Time, however, matters. The role of time in shaping our duties to each other is familiar in our interpersonal relationships; we can find a similar role for time in our political responsibilities to each other too. Legislation on access to citizenship varies widely around the world, but it is a widely shared norm that time spent living within the state is a central component of citizenship through naturalisation.

“the way we determine the boundaries of citizenship is illustrative of our commitment to core democratic values, such as political representation and political equality”.

ZEP-holders have lived, worked, and studied legally in South Africa for approximately 14 years. As was argued in Helen Suzman Foundation v Minister of Home Affairs and Others (Case 32323/2022), during this period, and ‘as a consequence of being granted these permits, ZEP-holders have established lives, families, and careers in South Africa’. They have paid taxes, both through income tax and VAT, they have contributed to the economic life of the country and have participated in and contributed to public goods such as state schooling.

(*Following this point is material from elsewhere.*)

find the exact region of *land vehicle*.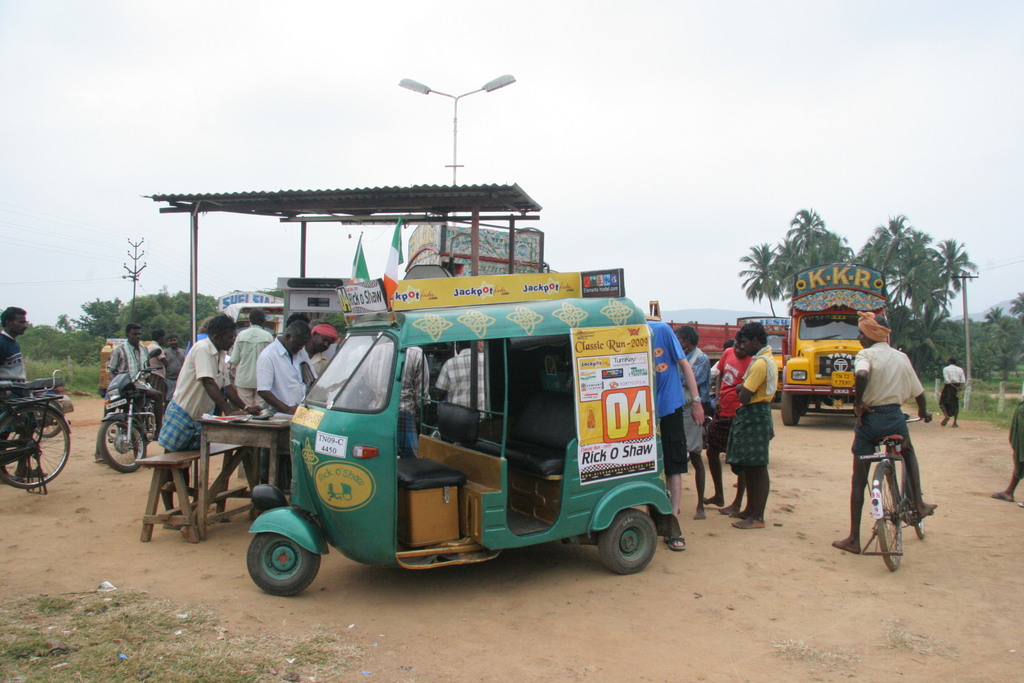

Such long-term contribution to the public purse and public life ought to (and would in many other instances) lead to the option of full political membership. This is not because citizenship ought to be tied so closely to a principle of contribution, but rather that this level of involvement in public life highlights the kind of long-term commitment to life in South Africa that warrants the ability to choose to become a full member. Indeed, the residency requirement under the current regulations for the South African Citizenship Act is 10 years preceding the application. A failure to create this path to full membership, and so access to full political participation, for long-term residents creates a kind of demi-citizenship and feeds into existing challenges of political inequality among the governed in South Africa.

This speaks to a larger concern identified through observing how, over the years following the original South African Citizenship Act of 1995, the Department has used legislative amendments, regulations, and implementation to build increasingly higher barriers for permanent residents to gain citizenship. The case of the ZEP is, of course, different: the first step to citizenship is already precluded by the conditions of the exemption that disentitles ZEP holders from applying for permanent residence irrespective of their period of stay in South Africa’. Viewing the ZEP with attention to the question of the boundaries of our citizenship, we notice that such a barrier is not only high but designed to be permanently insurmountable.

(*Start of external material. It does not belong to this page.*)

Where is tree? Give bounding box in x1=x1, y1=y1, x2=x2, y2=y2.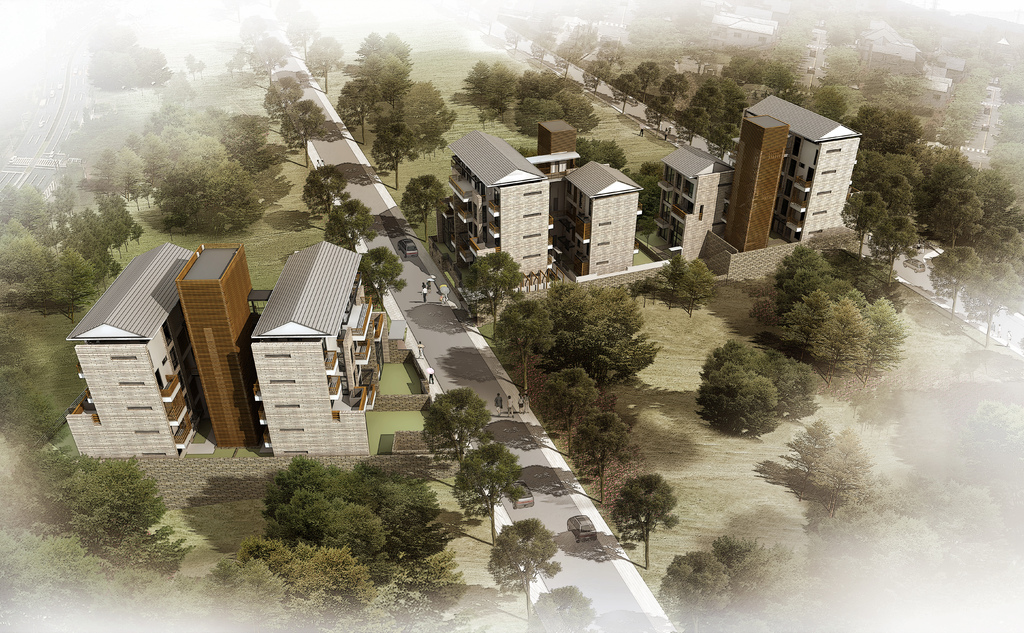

Considering the normative lens on citizenship reminds us that while we should pursue the necessary short-term wins to protect permit holders, we shouldn’t lose sight of a deeper democratic worry revealed by how the South African state has treated ZEP holders: the way we determine the boundaries of citizenship is illustrative of our commitment to core democratic values, such as political representation and political equality.

The Department – whether they intended to or not – has created a legal route for ZEP-holders to live long-term in South Africa. In doing so, over many years, while not creating a route for ZEP-holders to access political representation, the Department has not only shown disrespect for the lives of ZEP-holders but also a disrespect towards the South African democratic project of building a democracy that provides political equality and political representation for all who live (and are governed) in this land.

Christine Hobden

Dr. Christine Hobden is a Senior Lecturer in Ethics and Public Governance at Wits School of Governance, University of Witwatersrand.